Fine. Yes. Some of this shit was funny.
Ryker had made a betting pool out of Maddox’s personal hell, and the Dragon King was currently losing it. He was down money on whether Kael could out-curse his wife while they were both hostages. It was as fucked as it sounded.
He stood outside the tent the way a lit match hovers over a pool of gasoline.
Maddox: She’s ripping wings off. Kael said she swung a sword with her eyes shut. When the hell did this happen?
Ryker: She was running from those things for hours before Nicholas Shadowfell found her. He mentioned they were surrounded at one point. I’m sure he showed her a few things.
This was yet another thing his wife had endured during that time period that Maddox had no memory of. He dragged a hand down his face so hard it looked like he was trying to erase the last ten minutes from existence. It didn’t.
Maddox: Why was Nicholas Shadowfell there?
The mindlink was filled with the kind of silence that usually preceded someone committing arson before Ryker broke it.
Ryker: In the redacted file, Commander.
Maddox: Regardless, Shadowfell protected her. I owe him another thank you. That’s not a debt I forget.
Ryker and Sterling exchanged a glance, neither commenting. Maddox saw.
Maddox: What.
Ryker: Redacted.
Maddox: Get me that goddamn file tonight.
Ryker: Sure. But I want it on record that I strongly suggest reading it sitting down, away from anything that can catch fire. Ideally in the middle of a lake.
Maddox looked at Ryker the way a volcano looks at a village that just called it a hill.
Maddox: Starting tomorrow, she trains with me.
Ryker: Maddox. Brother. You cannot train your own mate. You know why. Sterling and I took the riding. We’re taking this too.
Maddox’s eyes blazed molten for the third time that night, lighting the dark around them like twin warning signs. Ryker held up both hands in surrender.
Ryker: Easy there, big guy.
Jaxon: Add me to the rotation.
Sterling: There it is.
Jaxon: You’re welcome.
Maddox held up a finger, leaning forward to hear what was being said through the canvas.
"Have you just been storing these here?" Guinevere asked.
"Portals, girl," Eron answered.
"Did you capture them in the wild or just promise them the vessel?" Her tone was perfectly balanced, leaving it unclear whether she was mocking them or actually curious.
"These are ones that attacked dragon houses. The cages prevent the portals," another voice answered that sounded like Lord Solandris.
"Smart," she replied. "Is your tent warded too? Because what’s to stop them portaling right back out?"
Sterling’s lips twitched. A rare lightning-strikes-only-once moment that Maddox absolutely saw.
Sterling: It’s funny because that’s her ’this is genuinely interesting’ voice, Commander.
Ryker: No, shit. Stop talking before we have to explain to forty lords why Diplomat Row is on fire.
Maddox: Thirty-nine.
"Yes," Eron’s voice boomed. "This one is warded. We won’t let them portal you anywhere, girl. We just want you to use your goddamn magic. That’s all."
Solandris’s tents were connected, a row of them sharing walls. Eron had just confirmed this tent was warded against portals, but he said nothing about the others.
Maddox: Jaxon.
Jaxon: On it.
✦✦✦
INSIDE THE TENT
The flap parted. Four cages this time.
"I told you, Eron, I don’t know how to use that magic. If I did, I would," Guinevere repeated.
He didn’t answer, face cold.
She sighed, staring at the cages like a woman who had been gifted four very chatty demon-fairies and was now going to have to dismantle them.
The four came out screaming over each other, a chorus with no conductor.
"Open her, open her, peel the rind, sweetest little breeding hole we’ll ever find—"
She kicked the first one’s kneecaps, and it folded.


= Brief =
Return exactly the lines of the records below, starting at the line that contains "Image is 812x522 pixels." and ending at the line that contains "Image is 644x286 pixels.", with both of those lines kept.
□ □ □ □ □
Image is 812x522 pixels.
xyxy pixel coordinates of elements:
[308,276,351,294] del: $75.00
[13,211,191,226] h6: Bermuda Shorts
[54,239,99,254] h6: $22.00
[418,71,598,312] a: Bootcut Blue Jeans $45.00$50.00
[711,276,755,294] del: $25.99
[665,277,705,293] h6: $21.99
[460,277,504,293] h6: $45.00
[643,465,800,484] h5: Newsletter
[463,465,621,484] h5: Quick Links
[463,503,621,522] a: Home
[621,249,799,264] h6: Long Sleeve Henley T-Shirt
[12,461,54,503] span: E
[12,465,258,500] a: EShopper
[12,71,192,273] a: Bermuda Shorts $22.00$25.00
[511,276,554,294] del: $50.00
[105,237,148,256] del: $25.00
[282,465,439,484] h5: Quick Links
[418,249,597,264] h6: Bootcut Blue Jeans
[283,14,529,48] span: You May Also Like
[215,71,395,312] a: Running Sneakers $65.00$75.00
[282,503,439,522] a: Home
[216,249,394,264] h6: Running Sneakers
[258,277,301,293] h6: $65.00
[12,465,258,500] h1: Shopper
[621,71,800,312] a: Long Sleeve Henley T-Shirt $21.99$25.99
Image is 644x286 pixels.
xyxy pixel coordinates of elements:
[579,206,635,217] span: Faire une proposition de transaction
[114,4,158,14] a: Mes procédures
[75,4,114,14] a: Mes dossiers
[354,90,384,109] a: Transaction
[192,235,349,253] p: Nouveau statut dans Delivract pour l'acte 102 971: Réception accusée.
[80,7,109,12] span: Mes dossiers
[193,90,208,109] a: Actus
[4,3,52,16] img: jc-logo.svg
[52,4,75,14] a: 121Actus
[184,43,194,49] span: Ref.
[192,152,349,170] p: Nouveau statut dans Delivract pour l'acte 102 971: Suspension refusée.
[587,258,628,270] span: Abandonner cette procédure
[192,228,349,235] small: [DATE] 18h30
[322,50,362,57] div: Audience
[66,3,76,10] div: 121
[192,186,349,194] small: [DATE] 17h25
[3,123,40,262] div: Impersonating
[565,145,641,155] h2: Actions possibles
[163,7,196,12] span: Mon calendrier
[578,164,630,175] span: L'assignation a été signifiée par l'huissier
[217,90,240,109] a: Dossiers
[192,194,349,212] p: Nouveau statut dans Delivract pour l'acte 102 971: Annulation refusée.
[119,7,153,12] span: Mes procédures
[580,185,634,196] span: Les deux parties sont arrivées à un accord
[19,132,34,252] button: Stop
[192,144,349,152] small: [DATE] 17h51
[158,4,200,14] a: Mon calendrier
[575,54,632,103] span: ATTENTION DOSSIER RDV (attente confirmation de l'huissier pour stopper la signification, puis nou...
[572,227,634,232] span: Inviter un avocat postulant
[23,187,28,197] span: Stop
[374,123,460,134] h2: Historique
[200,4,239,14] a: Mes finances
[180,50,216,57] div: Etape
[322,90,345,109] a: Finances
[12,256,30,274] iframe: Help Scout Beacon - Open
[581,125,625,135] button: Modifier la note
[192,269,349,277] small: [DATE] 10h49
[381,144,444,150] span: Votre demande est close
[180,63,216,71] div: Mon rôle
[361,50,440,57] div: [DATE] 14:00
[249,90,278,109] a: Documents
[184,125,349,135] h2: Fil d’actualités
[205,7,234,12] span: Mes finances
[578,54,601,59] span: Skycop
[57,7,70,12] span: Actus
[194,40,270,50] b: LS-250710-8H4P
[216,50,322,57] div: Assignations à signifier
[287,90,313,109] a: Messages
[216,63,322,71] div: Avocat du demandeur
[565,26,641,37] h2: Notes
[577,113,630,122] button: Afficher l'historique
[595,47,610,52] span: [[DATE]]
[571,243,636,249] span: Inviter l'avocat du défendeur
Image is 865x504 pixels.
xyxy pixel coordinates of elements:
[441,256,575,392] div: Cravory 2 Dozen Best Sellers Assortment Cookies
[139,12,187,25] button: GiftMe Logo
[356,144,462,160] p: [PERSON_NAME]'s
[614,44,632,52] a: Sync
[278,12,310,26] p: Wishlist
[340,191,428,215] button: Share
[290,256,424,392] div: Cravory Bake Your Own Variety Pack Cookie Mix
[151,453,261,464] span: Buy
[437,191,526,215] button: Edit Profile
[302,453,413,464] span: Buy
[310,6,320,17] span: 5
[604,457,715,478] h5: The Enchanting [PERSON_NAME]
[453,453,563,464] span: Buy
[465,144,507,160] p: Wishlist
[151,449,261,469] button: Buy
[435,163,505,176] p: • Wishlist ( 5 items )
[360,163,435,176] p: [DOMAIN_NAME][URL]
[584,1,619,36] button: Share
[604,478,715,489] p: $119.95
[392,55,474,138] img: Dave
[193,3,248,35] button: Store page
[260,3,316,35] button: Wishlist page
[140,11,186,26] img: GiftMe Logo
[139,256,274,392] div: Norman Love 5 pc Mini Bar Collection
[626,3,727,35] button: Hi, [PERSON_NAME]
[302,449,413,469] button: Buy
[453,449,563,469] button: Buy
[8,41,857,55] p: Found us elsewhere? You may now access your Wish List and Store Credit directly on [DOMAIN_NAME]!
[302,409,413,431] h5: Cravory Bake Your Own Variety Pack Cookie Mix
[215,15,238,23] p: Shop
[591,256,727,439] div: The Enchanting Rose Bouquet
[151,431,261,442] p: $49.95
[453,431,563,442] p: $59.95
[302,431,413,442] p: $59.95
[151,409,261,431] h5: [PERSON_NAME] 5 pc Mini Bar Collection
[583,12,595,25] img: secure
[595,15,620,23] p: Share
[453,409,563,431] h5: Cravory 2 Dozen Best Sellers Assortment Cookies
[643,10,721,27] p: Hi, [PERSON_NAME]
□ □ □ □ □
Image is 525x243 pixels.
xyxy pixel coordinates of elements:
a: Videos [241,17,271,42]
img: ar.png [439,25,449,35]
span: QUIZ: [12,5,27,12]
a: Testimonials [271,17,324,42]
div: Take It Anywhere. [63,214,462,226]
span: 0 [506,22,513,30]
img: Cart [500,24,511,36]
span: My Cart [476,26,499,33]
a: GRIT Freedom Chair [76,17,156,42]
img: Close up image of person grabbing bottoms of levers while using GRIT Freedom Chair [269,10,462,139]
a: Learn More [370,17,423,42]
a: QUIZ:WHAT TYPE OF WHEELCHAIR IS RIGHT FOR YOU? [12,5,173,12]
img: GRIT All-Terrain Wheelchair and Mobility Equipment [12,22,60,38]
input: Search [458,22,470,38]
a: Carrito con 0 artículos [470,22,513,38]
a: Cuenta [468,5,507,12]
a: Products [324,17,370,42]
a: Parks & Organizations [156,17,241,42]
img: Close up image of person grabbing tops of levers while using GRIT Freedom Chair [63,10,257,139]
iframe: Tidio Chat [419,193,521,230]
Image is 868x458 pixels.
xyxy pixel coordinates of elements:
□ □ □ □ □
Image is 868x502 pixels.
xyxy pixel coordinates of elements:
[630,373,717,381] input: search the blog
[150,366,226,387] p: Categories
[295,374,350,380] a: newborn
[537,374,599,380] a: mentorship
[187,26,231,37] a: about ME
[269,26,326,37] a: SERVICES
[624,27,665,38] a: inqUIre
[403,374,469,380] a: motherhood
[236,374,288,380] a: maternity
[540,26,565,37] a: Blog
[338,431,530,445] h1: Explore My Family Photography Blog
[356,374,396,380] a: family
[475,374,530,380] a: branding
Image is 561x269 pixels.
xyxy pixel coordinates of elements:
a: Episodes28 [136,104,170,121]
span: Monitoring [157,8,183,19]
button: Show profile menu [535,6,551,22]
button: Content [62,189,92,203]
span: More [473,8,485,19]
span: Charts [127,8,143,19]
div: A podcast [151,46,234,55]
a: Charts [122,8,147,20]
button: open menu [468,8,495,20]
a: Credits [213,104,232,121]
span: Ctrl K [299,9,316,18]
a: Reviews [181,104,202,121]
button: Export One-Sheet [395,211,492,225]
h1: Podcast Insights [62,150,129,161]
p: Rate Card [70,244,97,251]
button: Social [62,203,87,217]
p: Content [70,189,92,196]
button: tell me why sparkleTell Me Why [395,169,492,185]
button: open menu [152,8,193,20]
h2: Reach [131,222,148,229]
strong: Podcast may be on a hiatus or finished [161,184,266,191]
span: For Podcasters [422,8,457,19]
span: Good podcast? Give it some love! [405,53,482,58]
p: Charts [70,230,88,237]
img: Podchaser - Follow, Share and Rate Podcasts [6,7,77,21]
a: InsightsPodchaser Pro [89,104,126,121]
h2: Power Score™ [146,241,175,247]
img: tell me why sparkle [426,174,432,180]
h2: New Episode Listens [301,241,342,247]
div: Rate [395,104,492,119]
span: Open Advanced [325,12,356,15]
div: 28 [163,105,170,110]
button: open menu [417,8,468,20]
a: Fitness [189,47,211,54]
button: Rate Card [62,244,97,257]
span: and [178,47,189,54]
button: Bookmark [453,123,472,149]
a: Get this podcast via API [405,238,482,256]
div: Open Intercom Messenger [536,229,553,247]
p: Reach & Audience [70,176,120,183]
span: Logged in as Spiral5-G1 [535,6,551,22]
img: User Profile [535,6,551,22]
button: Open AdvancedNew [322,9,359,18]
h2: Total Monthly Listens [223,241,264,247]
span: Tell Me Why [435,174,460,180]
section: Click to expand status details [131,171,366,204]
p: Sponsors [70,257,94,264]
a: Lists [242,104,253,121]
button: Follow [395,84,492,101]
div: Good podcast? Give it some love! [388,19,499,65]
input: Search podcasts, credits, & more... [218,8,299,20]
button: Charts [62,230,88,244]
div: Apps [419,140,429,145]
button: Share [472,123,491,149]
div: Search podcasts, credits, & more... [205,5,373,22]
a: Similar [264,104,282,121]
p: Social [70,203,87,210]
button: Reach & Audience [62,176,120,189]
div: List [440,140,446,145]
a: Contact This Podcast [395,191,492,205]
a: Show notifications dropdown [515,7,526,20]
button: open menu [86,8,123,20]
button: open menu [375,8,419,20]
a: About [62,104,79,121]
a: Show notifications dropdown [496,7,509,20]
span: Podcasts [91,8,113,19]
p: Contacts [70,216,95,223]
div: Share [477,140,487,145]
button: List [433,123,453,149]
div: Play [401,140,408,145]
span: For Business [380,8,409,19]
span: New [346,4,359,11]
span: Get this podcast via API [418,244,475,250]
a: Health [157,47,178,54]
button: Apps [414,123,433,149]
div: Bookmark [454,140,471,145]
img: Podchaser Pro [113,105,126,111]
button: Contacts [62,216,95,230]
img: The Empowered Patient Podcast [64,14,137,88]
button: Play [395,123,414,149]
□ □ □ □ □
= Answer for this exercise =
Image is 812x522 pixels.
xyxy pixel coordinates of elements:
[308,276,351,294] del: $75.00
[13,211,191,226] h6: Bermuda Shorts
[54,239,99,254] h6: $22.00
[418,71,598,312] a: Bootcut Blue Jeans $45.00$50.00
[711,276,755,294] del: $25.99
[665,277,705,293] h6: $21.99
[460,277,504,293] h6: $45.00
[643,465,800,484] h5: Newsletter
[463,465,621,484] h5: Quick Links
[463,503,621,522] a: Home
[621,249,799,264] h6: Long Sleeve Henley T-Shirt
[12,461,54,503] span: E
[12,465,258,500] a: EShopper
[12,71,192,273] a: Bermuda Shorts $22.00$25.00
[511,276,554,294] del: $50.00
[105,237,148,256] del: $25.00
[282,465,439,484] h5: Quick Links
[418,249,597,264] h6: Bootcut Blue Jeans
[283,14,529,48] span: You May Also Like
[215,71,395,312] a: Running Sneakers $65.00$75.00
[282,503,439,522] a: Home
[216,249,394,264] h6: Running Sneakers
[258,277,301,293] h6: $65.00
[12,465,258,500] h1: Shopper
[621,71,800,312] a: Long Sleeve Henley T-Shirt $21.99$25.99
Image is 644x286 pixels.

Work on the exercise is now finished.